══ Material for the task ══

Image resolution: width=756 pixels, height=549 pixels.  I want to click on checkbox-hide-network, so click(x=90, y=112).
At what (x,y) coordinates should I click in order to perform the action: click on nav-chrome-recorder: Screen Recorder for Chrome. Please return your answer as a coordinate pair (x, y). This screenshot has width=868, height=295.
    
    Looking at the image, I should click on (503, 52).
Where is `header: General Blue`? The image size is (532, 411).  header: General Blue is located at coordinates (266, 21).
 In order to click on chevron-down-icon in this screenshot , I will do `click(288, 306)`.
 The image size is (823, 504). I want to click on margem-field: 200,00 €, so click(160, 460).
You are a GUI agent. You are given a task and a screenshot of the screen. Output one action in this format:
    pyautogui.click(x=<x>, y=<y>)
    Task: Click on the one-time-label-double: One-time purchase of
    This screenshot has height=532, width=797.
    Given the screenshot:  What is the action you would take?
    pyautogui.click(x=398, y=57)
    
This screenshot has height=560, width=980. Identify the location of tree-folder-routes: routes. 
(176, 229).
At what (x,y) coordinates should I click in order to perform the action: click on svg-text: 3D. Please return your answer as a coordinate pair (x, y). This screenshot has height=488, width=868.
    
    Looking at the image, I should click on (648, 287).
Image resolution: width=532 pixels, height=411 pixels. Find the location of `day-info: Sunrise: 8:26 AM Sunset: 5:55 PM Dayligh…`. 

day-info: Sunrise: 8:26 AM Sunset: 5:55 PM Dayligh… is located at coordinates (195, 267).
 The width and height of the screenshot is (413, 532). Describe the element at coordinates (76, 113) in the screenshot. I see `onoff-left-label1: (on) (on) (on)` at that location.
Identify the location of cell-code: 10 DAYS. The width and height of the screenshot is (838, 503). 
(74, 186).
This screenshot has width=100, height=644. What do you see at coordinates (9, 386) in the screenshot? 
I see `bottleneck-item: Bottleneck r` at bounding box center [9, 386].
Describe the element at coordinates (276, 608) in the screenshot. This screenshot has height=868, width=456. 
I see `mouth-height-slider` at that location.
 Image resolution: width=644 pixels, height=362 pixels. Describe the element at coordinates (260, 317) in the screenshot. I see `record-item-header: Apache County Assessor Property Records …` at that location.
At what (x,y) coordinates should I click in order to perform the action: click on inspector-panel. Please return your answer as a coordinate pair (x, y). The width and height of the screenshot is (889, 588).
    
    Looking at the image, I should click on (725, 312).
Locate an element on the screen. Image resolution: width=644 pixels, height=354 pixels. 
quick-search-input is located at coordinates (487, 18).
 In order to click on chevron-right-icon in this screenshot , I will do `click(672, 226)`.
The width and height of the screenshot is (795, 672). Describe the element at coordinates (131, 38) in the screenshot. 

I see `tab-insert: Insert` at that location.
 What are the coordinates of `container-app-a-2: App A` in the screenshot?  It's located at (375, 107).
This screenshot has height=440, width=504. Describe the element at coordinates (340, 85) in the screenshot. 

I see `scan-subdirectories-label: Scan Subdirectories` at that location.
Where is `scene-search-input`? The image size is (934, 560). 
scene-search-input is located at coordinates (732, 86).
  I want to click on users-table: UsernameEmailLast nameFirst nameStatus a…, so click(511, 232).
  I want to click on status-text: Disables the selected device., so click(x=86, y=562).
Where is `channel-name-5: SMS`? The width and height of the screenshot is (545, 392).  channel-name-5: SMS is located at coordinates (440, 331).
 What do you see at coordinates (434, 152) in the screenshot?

═══

• **Task goal**: The full set of entries above should be given again exactly.

• **Answer box**:
Image resolution: width=756 pixels, height=549 pixels.  I want to click on checkbox-hide-network, so click(x=90, y=112).
At what (x,y) coordinates should I click in order to perform the action: click on nav-chrome-recorder: Screen Recorder for Chrome. Please return your answer as a coordinate pair (x, y). This screenshot has width=868, height=295.
    
    Looking at the image, I should click on (503, 52).
Where is `header: General Blue`? The image size is (532, 411).  header: General Blue is located at coordinates (266, 21).
 In order to click on chevron-down-icon in this screenshot , I will do `click(288, 306)`.
 The image size is (823, 504). I want to click on margem-field: 200,00 €, so click(160, 460).
You are a GUI agent. You are given a task and a screenshot of the screen. Output one action in this format:
    pyautogui.click(x=<x>, y=<y>)
    Task: Click on the one-time-label-double: One-time purchase of
    This screenshot has height=532, width=797.
    Given the screenshot:  What is the action you would take?
    pyautogui.click(x=398, y=57)
    
This screenshot has height=560, width=980. Identify the location of tree-folder-routes: routes. 
(176, 229).
At what (x,y) coordinates should I click in order to perform the action: click on svg-text: 3D. Please return your answer as a coordinate pair (x, y). This screenshot has height=488, width=868.
    
    Looking at the image, I should click on (648, 287).
Image resolution: width=532 pixels, height=411 pixels. Find the location of `day-info: Sunrise: 8:26 AM Sunset: 5:55 PM Dayligh…`. 

day-info: Sunrise: 8:26 AM Sunset: 5:55 PM Dayligh… is located at coordinates (195, 267).
 The width and height of the screenshot is (413, 532). Describe the element at coordinates (76, 113) in the screenshot. I see `onoff-left-label1: (on) (on) (on)` at that location.
Identify the location of cell-code: 10 DAYS. The width and height of the screenshot is (838, 503). 
(74, 186).
This screenshot has width=100, height=644. What do you see at coordinates (9, 386) in the screenshot? 
I see `bottleneck-item: Bottleneck r` at bounding box center [9, 386].
Describe the element at coordinates (276, 608) in the screenshot. This screenshot has height=868, width=456. 
I see `mouth-height-slider` at that location.
 Image resolution: width=644 pixels, height=362 pixels. Describe the element at coordinates (260, 317) in the screenshot. I see `record-item-header: Apache County Assessor Property Records …` at that location.
At what (x,y) coordinates should I click in order to perform the action: click on inspector-panel. Please return your answer as a coordinate pair (x, y). The width and height of the screenshot is (889, 588).
    
    Looking at the image, I should click on (725, 312).
Locate an element on the screen. Image resolution: width=644 pixels, height=354 pixels. 
quick-search-input is located at coordinates (487, 18).
 In order to click on chevron-right-icon in this screenshot , I will do `click(672, 226)`.
The width and height of the screenshot is (795, 672). Describe the element at coordinates (131, 38) in the screenshot. 

I see `tab-insert: Insert` at that location.
 What are the coordinates of `container-app-a-2: App A` in the screenshot?  It's located at (375, 107).
This screenshot has height=440, width=504. Describe the element at coordinates (340, 85) in the screenshot. 

I see `scan-subdirectories-label: Scan Subdirectories` at that location.
Where is `scene-search-input`? The image size is (934, 560). 
scene-search-input is located at coordinates (732, 86).
  I want to click on users-table: UsernameEmailLast nameFirst nameStatus a…, so click(511, 232).
  I want to click on status-text: Disables the selected device., so click(x=86, y=562).
Where is `channel-name-5: SMS`? The width and height of the screenshot is (545, 392).  channel-name-5: SMS is located at coordinates (440, 331).
 What do you see at coordinates (434, 152) in the screenshot?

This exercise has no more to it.